On iOS, Safari uses a multi-process architecture. However, it does so with a proprietary mechanism that is not available to third-party applications unless they use Safari’s WebKit engine. To support third-party browser engines, iOS should provide a mechanism to create and efficiently communicate with isolated child processes.
Some basic requirements:
- The number of child processes and their duration are dictated by user browsing behavior and should not be fixed outside of reasonable device constraints.
- The child process should be configurable with tightly controlled privileges while permitting inter-process communication using messaging and shared memory.
- The parent process must be able to establish shared memory mappings with child processes and vice versa.

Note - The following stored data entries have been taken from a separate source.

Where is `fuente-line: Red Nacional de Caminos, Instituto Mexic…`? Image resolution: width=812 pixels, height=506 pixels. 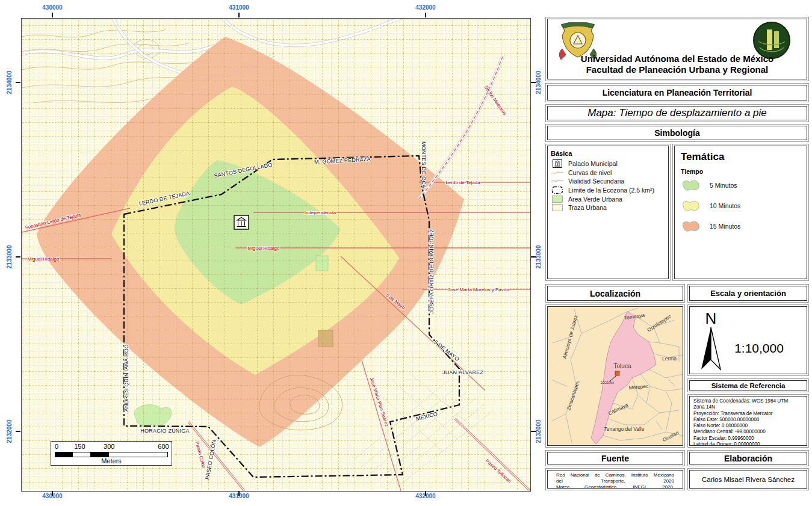
fuente-line: Red Nacional de Caminos, Instituto Mexic… is located at coordinates (615, 475).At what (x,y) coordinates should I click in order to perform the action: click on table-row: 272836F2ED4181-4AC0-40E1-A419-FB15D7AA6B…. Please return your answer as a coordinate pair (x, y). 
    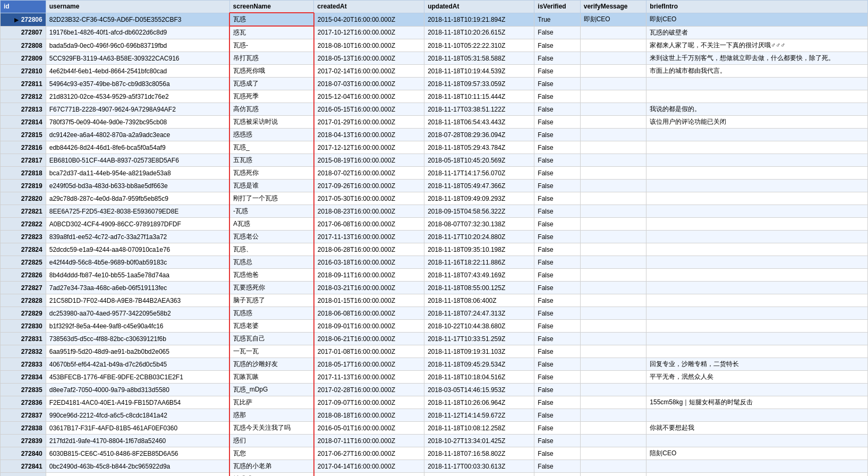
    Looking at the image, I should click on (435, 403).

Child processes must be able to communicate with each other in the same way.
- Access to shared memory regions should be configurable as read/write or read-only per region.
- For optimal security, child processes’ entitlements/privileges should be configured independently from the parent process and the parent process should be able to create child processes of different types using different executables.

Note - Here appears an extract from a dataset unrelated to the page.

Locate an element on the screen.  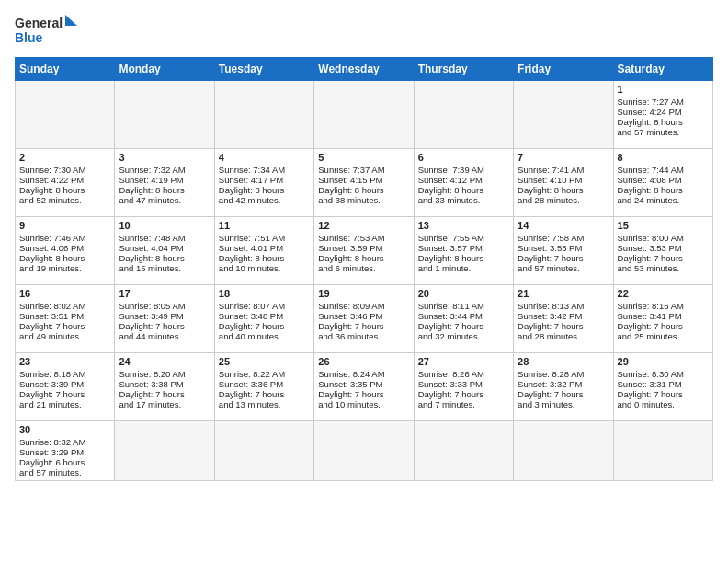
day-number: 2 is located at coordinates (64, 157).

- Child processes should be able to load libraries from the bundle that are shared with the parent process.
- To support isolating GPU access to a GPU process, child processes should be able to use Metal or OpenGL (when configured as such) to render into an IOSurface. Child processes should be able to share IOSurfaces across processes.
Firefox uses a shared codebase across different operating systems with platform-specific adapters for functionality like process management. Some quirks may be inevitable, but it’s important that the interface and behavior be broadly similar to other platforms like macOS and Android so as to avoid systematically breaking assumptions in overall browser architecture and platform-specific code. Something shaped like posix_spawn would be a reasonable starting point.